Two years before the war

On the afternoon of April 27, 1973, airport security at Beirut International Airport found something extraordinary in the baggage of three men about to board an Air France flight to Paris: 10 kilograms of TNT and the devices to detonate it. The men were Fatah members.

What happened over the following 48 hours is documented in this cable, filed by the U.S. Embassy on April 30, 1973. It does not appear in the standard historical account of pre-war Lebanon.

The bomb threat and the bomb that was found

When news of the arrests spread, the Lebanese Army immediately cordoned Shatila refugee camp — a documented acknowledgment that it expected armed retaliation from the camp’s armed organizations. The next day, the Black September Organization called the airport and threatened to blow up its facilities if the arrested men and their explosives were not released.

One call went further: a bomb had been placed in an airport water cooler. The Lebanese Minister of Interior personally supervised the search. They found it: a 2-kilogram plastic charge, timed to explode at 2:30 AM on April 29.

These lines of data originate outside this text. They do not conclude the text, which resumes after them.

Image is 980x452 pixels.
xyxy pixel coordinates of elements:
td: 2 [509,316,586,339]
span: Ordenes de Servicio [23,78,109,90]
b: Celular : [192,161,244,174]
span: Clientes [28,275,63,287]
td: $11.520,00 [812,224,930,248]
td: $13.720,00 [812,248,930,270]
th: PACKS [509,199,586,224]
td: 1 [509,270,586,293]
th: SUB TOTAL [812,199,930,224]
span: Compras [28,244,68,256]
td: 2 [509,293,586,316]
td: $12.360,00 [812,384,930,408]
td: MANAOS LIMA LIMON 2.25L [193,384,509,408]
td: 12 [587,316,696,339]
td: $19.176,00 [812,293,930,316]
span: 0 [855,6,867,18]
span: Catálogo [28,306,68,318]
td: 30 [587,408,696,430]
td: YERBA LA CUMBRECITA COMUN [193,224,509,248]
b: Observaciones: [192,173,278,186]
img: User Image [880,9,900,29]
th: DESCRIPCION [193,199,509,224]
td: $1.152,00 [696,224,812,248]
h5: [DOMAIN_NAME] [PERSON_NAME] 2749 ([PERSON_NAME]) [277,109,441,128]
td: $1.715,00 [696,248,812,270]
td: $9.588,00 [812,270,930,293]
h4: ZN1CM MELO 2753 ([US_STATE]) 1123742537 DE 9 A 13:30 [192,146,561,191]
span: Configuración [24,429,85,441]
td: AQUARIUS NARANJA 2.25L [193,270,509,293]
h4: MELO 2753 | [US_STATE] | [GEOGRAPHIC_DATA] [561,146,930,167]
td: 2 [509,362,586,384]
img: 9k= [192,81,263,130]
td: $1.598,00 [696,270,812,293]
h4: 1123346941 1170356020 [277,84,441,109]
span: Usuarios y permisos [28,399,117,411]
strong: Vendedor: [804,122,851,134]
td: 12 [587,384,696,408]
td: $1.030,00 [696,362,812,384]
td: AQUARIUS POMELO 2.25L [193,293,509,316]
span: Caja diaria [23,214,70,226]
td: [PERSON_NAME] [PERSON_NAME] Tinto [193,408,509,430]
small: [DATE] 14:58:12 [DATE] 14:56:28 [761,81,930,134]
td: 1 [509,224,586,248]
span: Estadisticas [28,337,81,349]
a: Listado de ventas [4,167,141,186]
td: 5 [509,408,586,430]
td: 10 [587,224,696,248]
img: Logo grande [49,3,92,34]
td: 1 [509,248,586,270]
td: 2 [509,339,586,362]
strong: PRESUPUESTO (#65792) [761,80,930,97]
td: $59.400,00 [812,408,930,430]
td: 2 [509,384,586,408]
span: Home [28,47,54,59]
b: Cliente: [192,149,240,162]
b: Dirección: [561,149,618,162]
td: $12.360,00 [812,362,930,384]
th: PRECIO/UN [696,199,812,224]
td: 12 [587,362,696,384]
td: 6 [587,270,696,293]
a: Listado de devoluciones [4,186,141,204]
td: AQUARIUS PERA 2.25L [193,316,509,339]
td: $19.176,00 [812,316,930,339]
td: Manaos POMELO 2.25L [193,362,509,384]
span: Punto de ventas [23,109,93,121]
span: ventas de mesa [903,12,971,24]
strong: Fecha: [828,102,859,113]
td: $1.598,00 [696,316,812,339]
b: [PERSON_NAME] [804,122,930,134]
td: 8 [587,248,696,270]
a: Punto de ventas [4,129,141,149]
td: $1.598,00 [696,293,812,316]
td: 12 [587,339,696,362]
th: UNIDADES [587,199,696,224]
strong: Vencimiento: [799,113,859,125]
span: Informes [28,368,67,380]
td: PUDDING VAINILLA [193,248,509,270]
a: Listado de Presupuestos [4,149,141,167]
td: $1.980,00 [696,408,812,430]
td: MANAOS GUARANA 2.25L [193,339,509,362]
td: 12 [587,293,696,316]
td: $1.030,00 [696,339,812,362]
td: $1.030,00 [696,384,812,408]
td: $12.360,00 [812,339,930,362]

The G-2 assessment: what it means

The Lebanese Army’s military intelligence branch — G-2 — offered a conclusion that is among the most significant in the pre-war diplomatic record. The airport bomb, G-2 assessed, was planted by BSO hardliners acting against Arafat’s explicit wishes. Arafat had been trying to avoid a confrontation with the Lebanese government. And the anonymous phone call that led to the bomb’s discovery was, G-2 believed, possibly Arafat himself — covertly helping Lebanese authorities defuse an action by his own organization’s elements he could not control.

This conclusion — in the Lebanese Army’s intelligence assessment, transmitted through the U.S. Embassy, on record at the State Department as of April 30, 1973 — documents a specific dynamic: Arafat leading an organization with armed factions he could not fully command. Read alongside the 1975 cables, which document a strikingly similar internal PLO command dispute during the April ceasefire negotiations, the pattern spans two years and is consistent.

Frangieh said no

President Suleiman Frangieh gave a direct order to his Interior Minister: do not yield to the blackmail. The Embassy understood this from a reliable Presidency source. The new Lebanese government — which had not yet received a parliamentary vote of confidence — stood firm.

The Embassy called this a “heartening initial sign of determination.” Two years later, during the April 13 crisis, Frangieh would be in the hospital recovering from surgery, the Lebanese Army would have orders to stand aside, and the “determination” the Embassy saw in 1973 would be very difficult to find.

What this cable establishes

The standard historical account of the Lebanese Civil War begins, in most treatments, with April 13, 1975. This cable establishes that the structural conditions of that war — PLO armed factions operating autonomously from Lebanese soil, the Lebanese state attempting to enforce order and being met with armed blackmail, Arafat’s imperfect control over hardline elements within his own movement — were documented realities two full years earlier.

The war did not begin on April 13, 1975. The diplomatic record shows it had been building, documented in real time, since at least 1973.